Because of that weird way that things work, mixing primary colors with paint usually results in a muddy brown mid-tone color with low intensity. That’s completely different than what happens when real light’s primary colors are mixed.
That means that most stuff that you see on screen will usually look a lot darker than it did in the computer when you print it, especially since printers add more than the primary colors, and throw black in too.
It also means that when you go to mix colors as a painter, you have to think completely differently than when you mix colors with real light, like when you are thinking about interior design issues in stage lighting, or just picking out lights to put in to your bathroom, kitchen, bedroom, or living room.
What gets very interesting is that some sculptures and other forms of art mix and match both light spectrums through backlighting, integrating tv screens in to the artform, adding lights to sculptures, etc.

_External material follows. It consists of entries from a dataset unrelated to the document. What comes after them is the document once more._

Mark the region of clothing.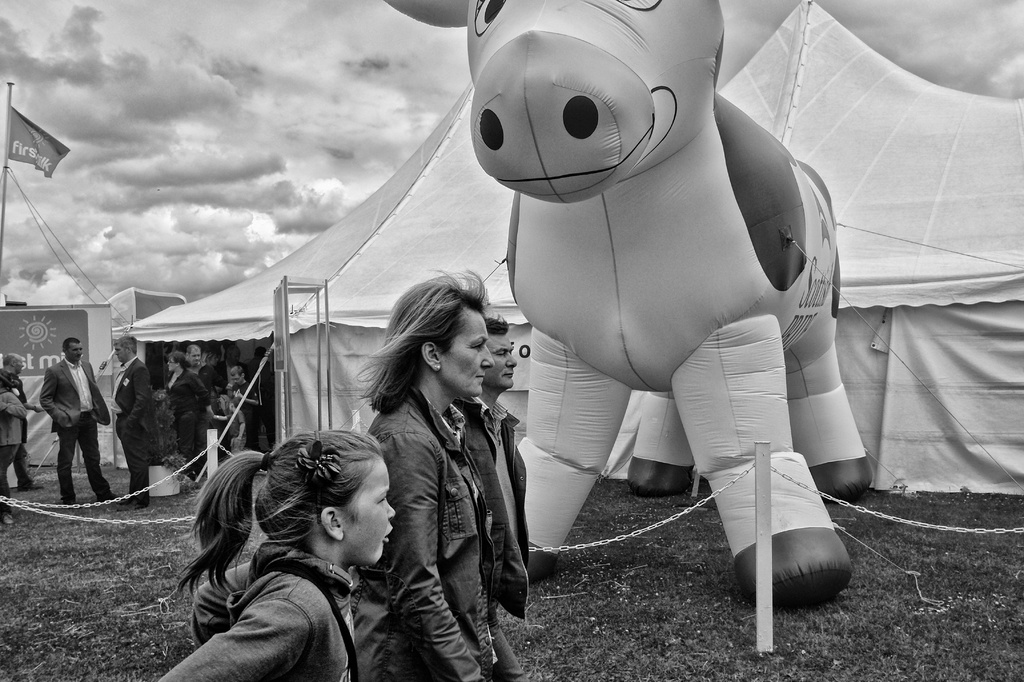
Region: <bbox>349, 384, 500, 681</bbox>.
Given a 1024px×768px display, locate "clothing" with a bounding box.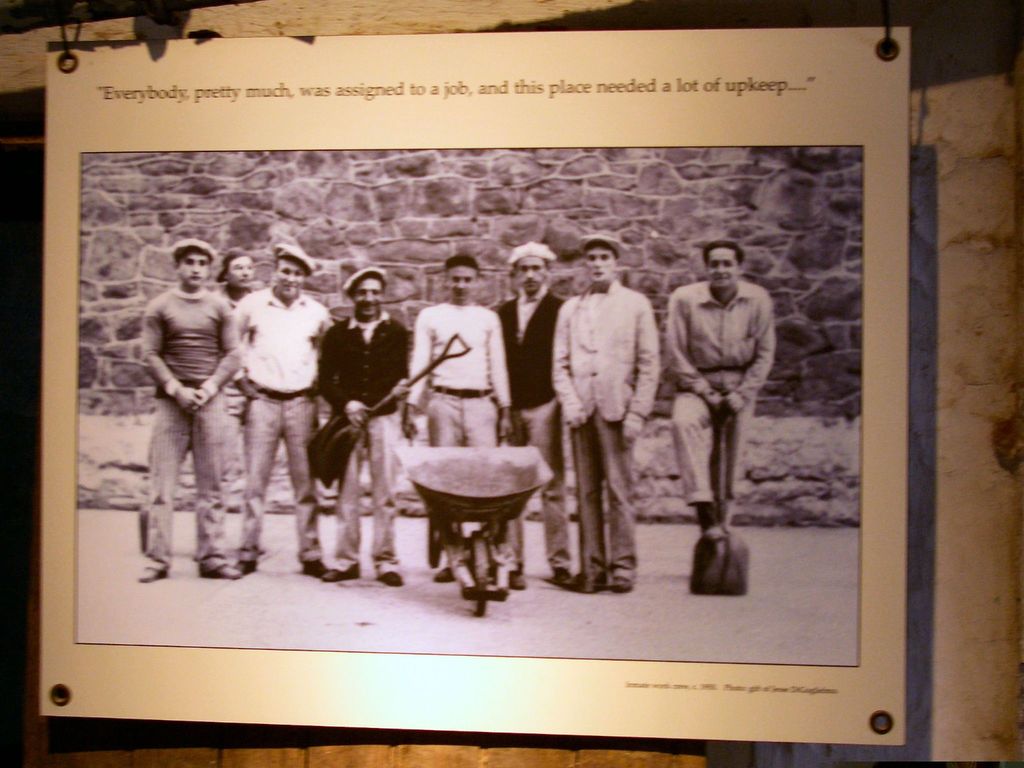
Located: x1=212, y1=288, x2=255, y2=475.
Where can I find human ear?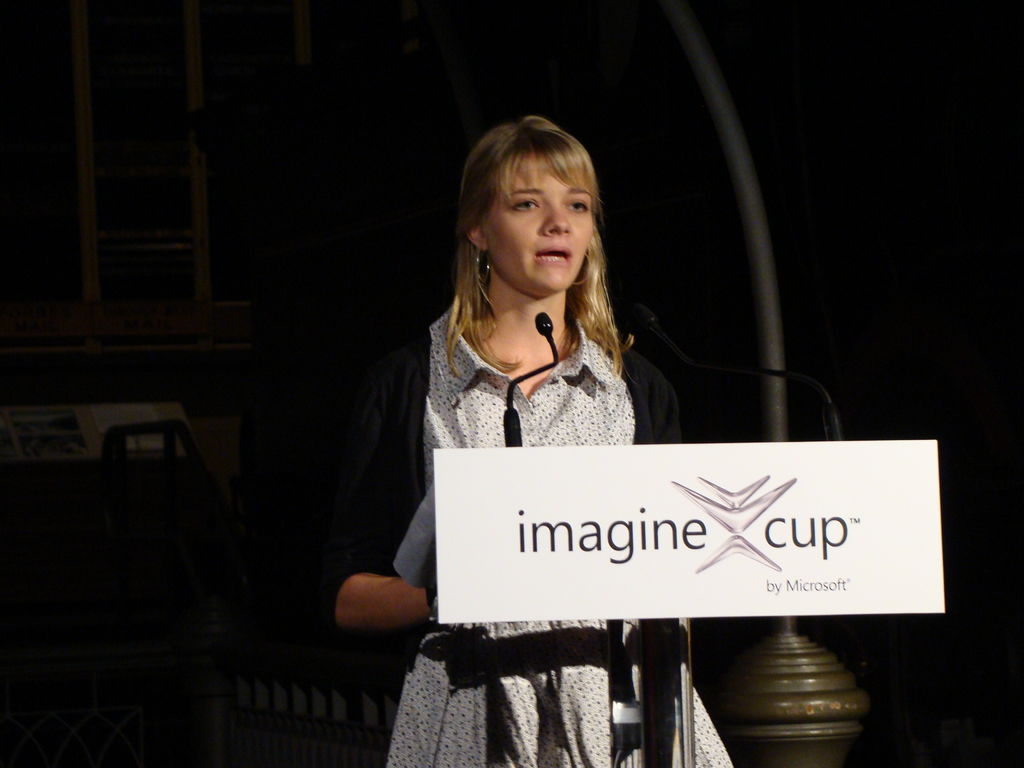
You can find it at select_region(469, 228, 488, 248).
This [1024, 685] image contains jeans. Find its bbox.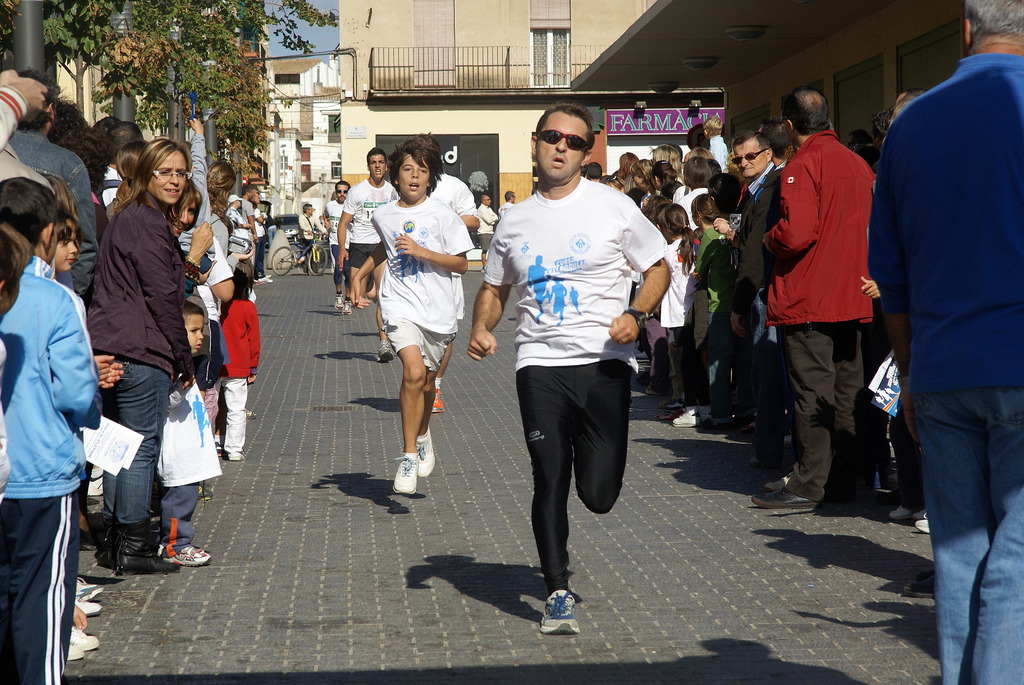
{"x1": 909, "y1": 384, "x2": 1023, "y2": 684}.
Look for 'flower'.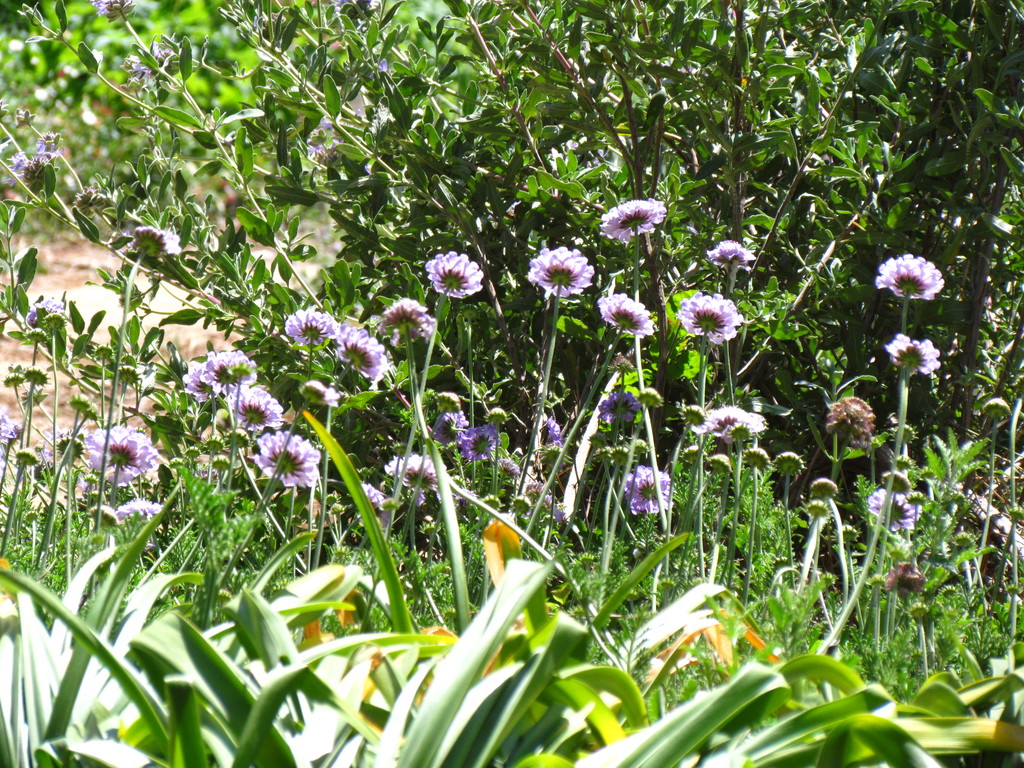
Found: <box>361,479,387,513</box>.
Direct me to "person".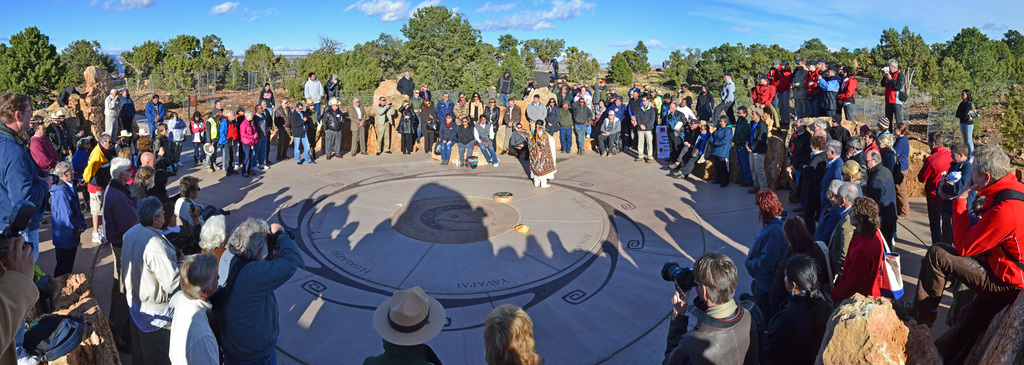
Direction: 743, 250, 835, 364.
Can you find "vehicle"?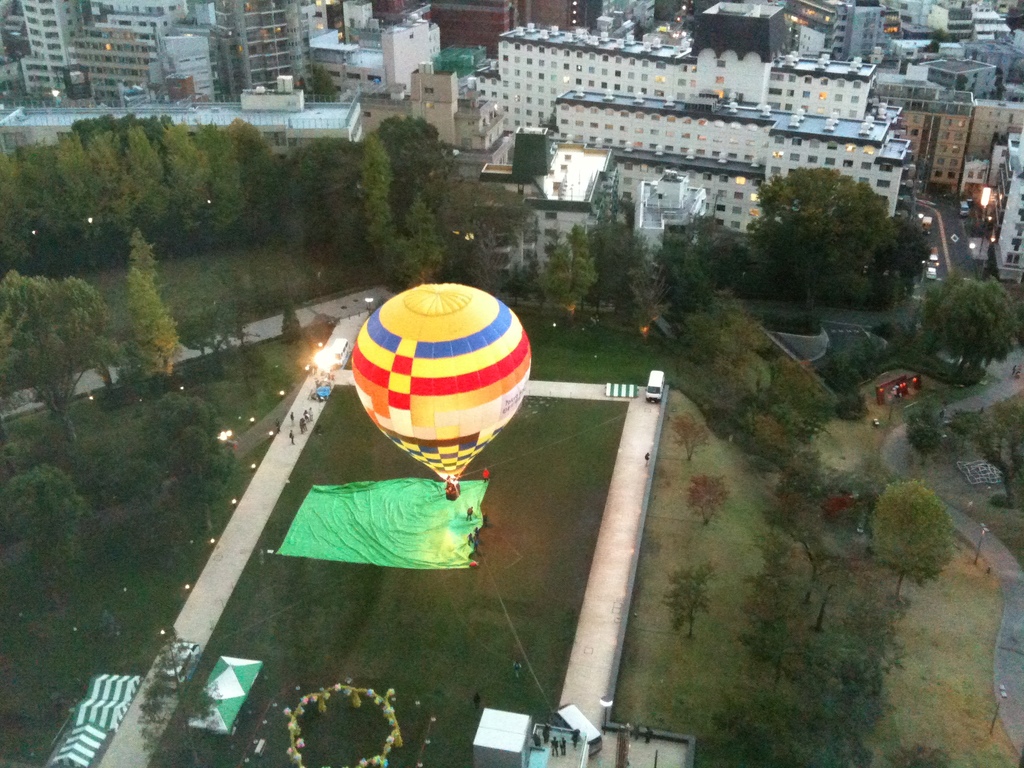
Yes, bounding box: bbox=[924, 255, 936, 280].
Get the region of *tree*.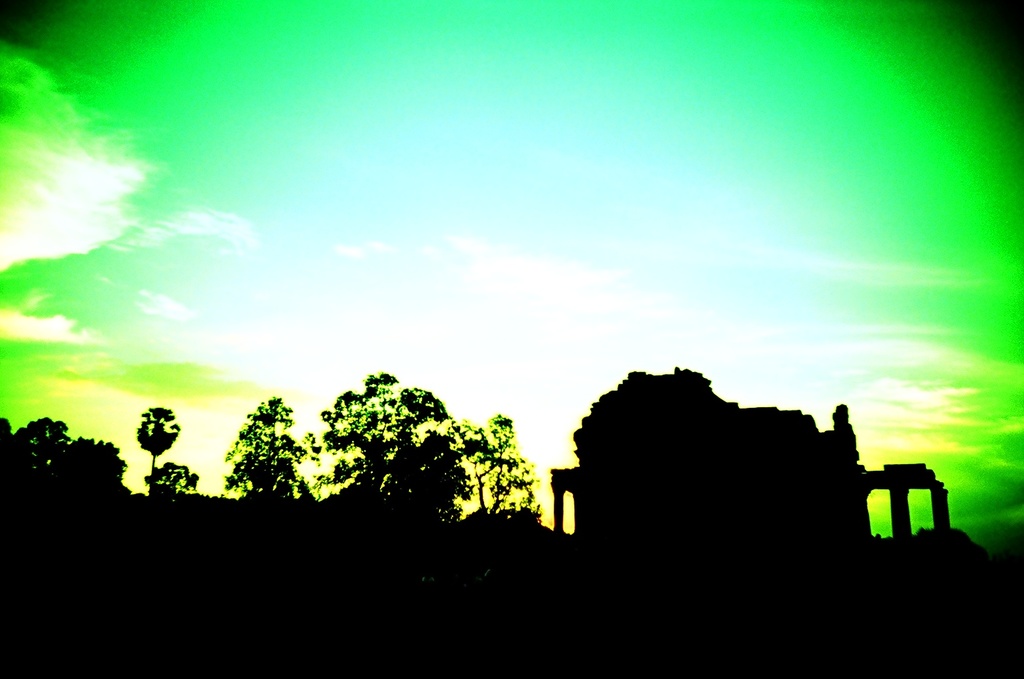
(x1=214, y1=395, x2=296, y2=505).
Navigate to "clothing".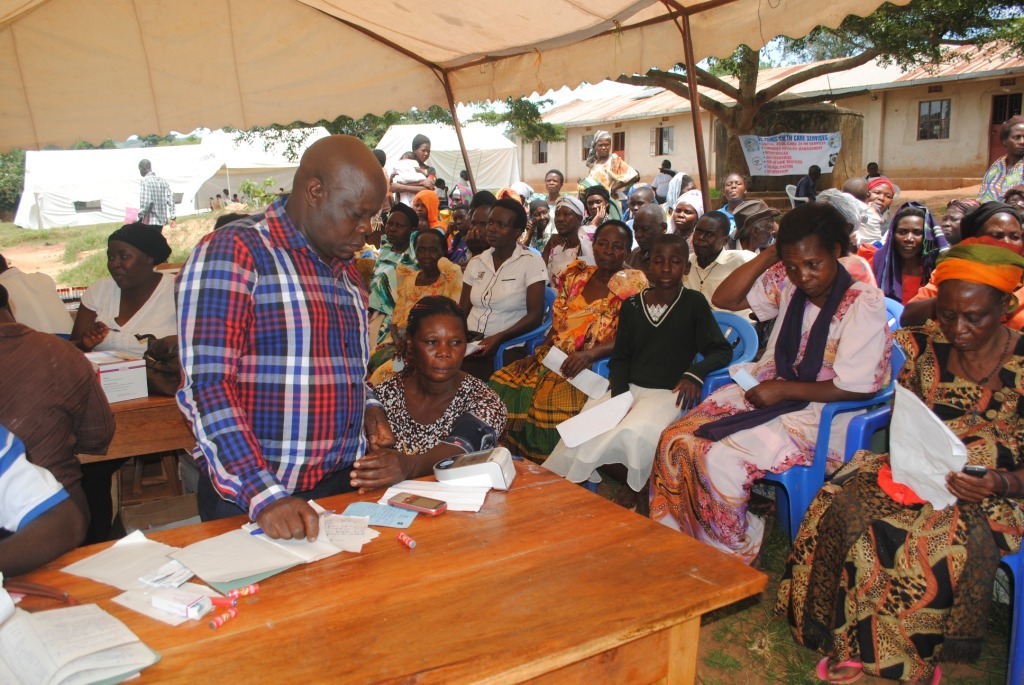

Sculpture is actually a whole different baseball game all together since it can incorporate time and space in to it through relationships of shadows in the real world, locations of the sun at various times of the day and year, etc. Video and painting can do that too on some levels depending on where the painting is placed, what the environment the painting is in, and of course one of the primary elements of video is time – the 4th dimension to 3 Dimensional works so to speak.
With painting, drawing, and other reflected light art forms, there is also a lot going on with how elements of the painting work with one another. Layering colors together is sort of one of the main things painters do. We create depth and dimension to a 2 dimensional plane by placing brush strokes, and other elements next to one another, on top of one another, underneath one another… There’s literally a ton of work that goes in to this sort of stuff sometimes to make a “realistic” artwork. What’s sad though is most viewers of these things that may have taken hundreds of hours to put together typically only view the work for 3-10 seconds at the most unless something in partcular catches their eye or interest in the work.
Big sculptures and video have a little bit of an advantage over painting in that regard – the viewer is forced in to watching looking at those types of things for longer periods of time, leaving more time for the work to create an impression and message. However, painting has a “presence” that exists longer sometimes, in some works. It is a visual thing that can haunt you over time as your brain echos seeing the patterns on the image over and over.
Creating works of art is a bit like wandering through a maze. You have tons of decisions to make, and each one creates subsequent decisions to make. The painting with the most “potnential energy” might well be the blank canvas… just as the work of music that might create the most interest and cause you to think about things is complete silence…http://www.youtube.com/watch?v=hUJagb7hL0E
Art is life. Life is art. Neither are a reflection of one another because both just are. They exist not in parallel to one another, or as a mirror to one another, but coexist, sometimes peacefully, other times in chaos. Out of chaos comes creation many times, and creation usually does eventually lead to some form of chaos.
The entire universe was created with a major big bang explosion of chaos, and from that came the beauty that we call life.